1.25.2014

The dog alarm

Hello! I was going to write you a post all about 2013, and what was good and what was bad and what I could do better, and then I thought... Who wants to hear all that crap? Rumination is for cows.

So instead, I made you this story. I hope you like it.



This is my mom's cat, Charley.


This is my dad's dog, Leo.


These are Leo's paws.
They are tender and sensitive.
They are Leo's Only Possessions.
And they are Private.


When everyone else is just going to bed,
Charley is just beginning his day.
He runs. He jumps. He slides.


 He does so many things,
and he gets very, very hungry.
He barrels down the basement steps,
and checks his bowl.


No Crunchies.



Charley meows. His meow is a small sound, which surprises him, because he is a big cat. He tries again. But his meow is just a speck, a nothing... a tiny complaint in the great, vast night. Charley knows what to do. He charges up the steps. He zooms along the runner rug into the living room. At the end of the rug is...



Leo. His snores go in and out, and his paws quiver.



Charley taps Leo's paw, but Leo is sleeping so soundly, his paw does not notice. Charley tries again, with extra umph.



Leo's head flies up, his ears flap airborne, and a Great Big Bark escapes his jowls.

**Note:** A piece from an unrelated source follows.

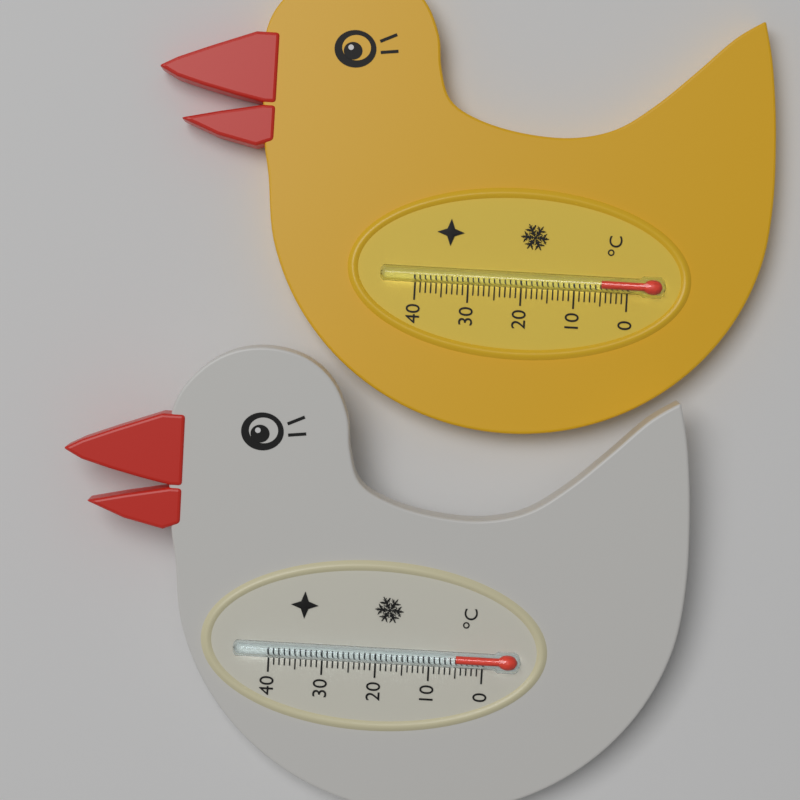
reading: 5 °C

His bark is loud and round and resonant. Charley presses Leo's paw like a button, and each tap is followed by a large, echoing bark.

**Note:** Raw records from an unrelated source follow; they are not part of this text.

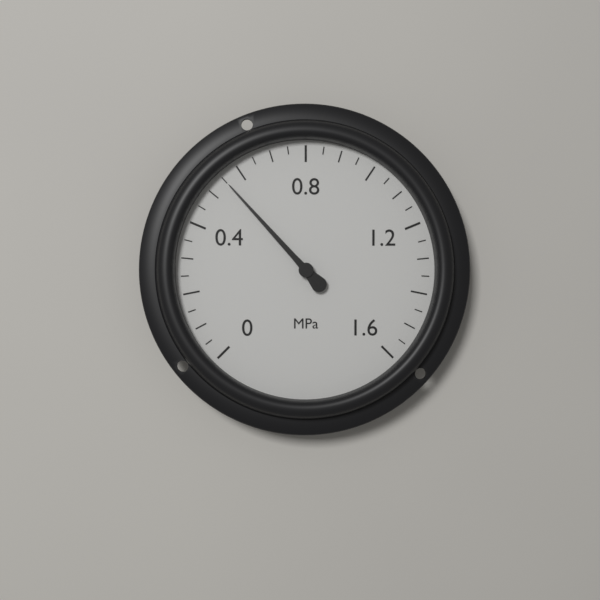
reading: 0.55 MPa
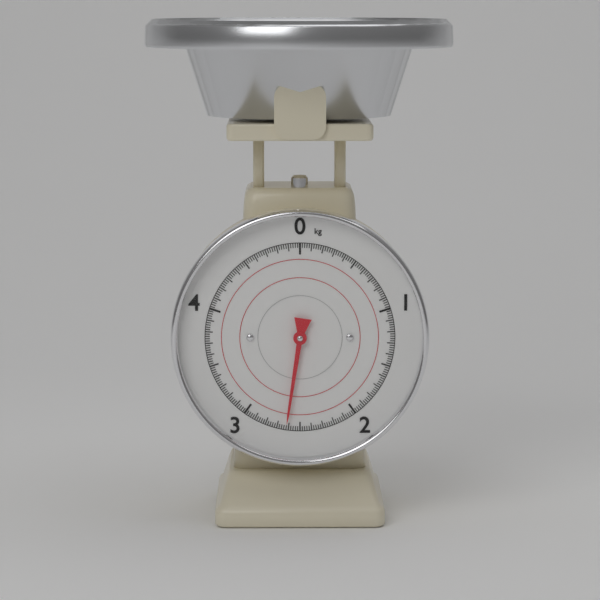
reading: 2.62 kg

Between barks, Charley hears something else, through the ceiling above him. It is two bare feet hitting the floor, then the soft scrape of slippers on wood. This is the happy sound of success: someone is coming to top off the crunchies!



  While Charley races back to his empty bowl to wait, Leo heaves the sigh of a still-very-sleepy Labrador. His head hits the rug with a weighty flop.

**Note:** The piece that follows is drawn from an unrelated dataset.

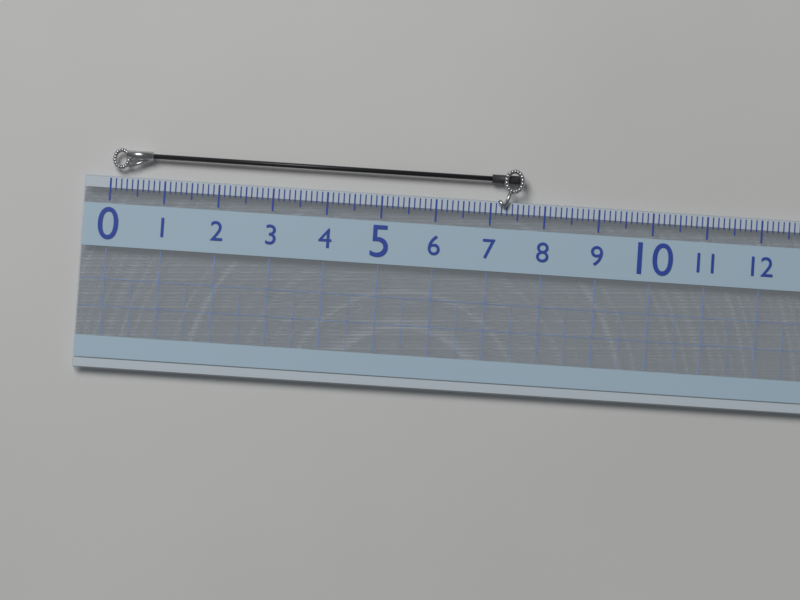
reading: 7.6 (no unit)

 All's well that ends well! (The end.)

1.20.2014

The enormous tiny cat returns

Demise of the Tenmoku Vase

Thinking on the Tree Cathedral

I am cat obsessed, and I can't help it. There is a foul, scrappy little cat named Malcolm who sometimes sleeps on the glider on our back porch. He likes to pick at the armrest cushion and watch the green poofs of stuffing come out the hole he's made, and float away on the breeze. He is stinky and he pees on everything, and try as I might, I simply can not convince him to come inside and live with me. He only wants to be feral and free, not to have baths and overflowing bowls of crunchies.

And so. I have only this made up cat, Otto. I've drawn six of him and sent them off to be part of the upcoming Enormous Tiny Art Show at Nahcotta Gallery in Portsmouth, NH. This show happens twice a year, and I am honored to be participating in it for a second time. Thanks, Nahcotta!

In other news... Is there any other news? Matt and I have been tearing our house apart, sorting through Things, some of which we will take with us to Vermont and some of which we will unload before we leave Scranton. None of which we will drag out into the woods, douse with lighter fluid, set aflame, and tip down a mine shaft, which is sort of the ordinary (and super fun!) method of disposal 'round these parts. It's always your scruples that prevent you from having fun, people - remember that.

Our estimated date of departure falls sometime in the month of April. Til then, we'll be firming up house plans (can't wait to share them here!), and trying to sort our thises from our thats. I hope you're all well!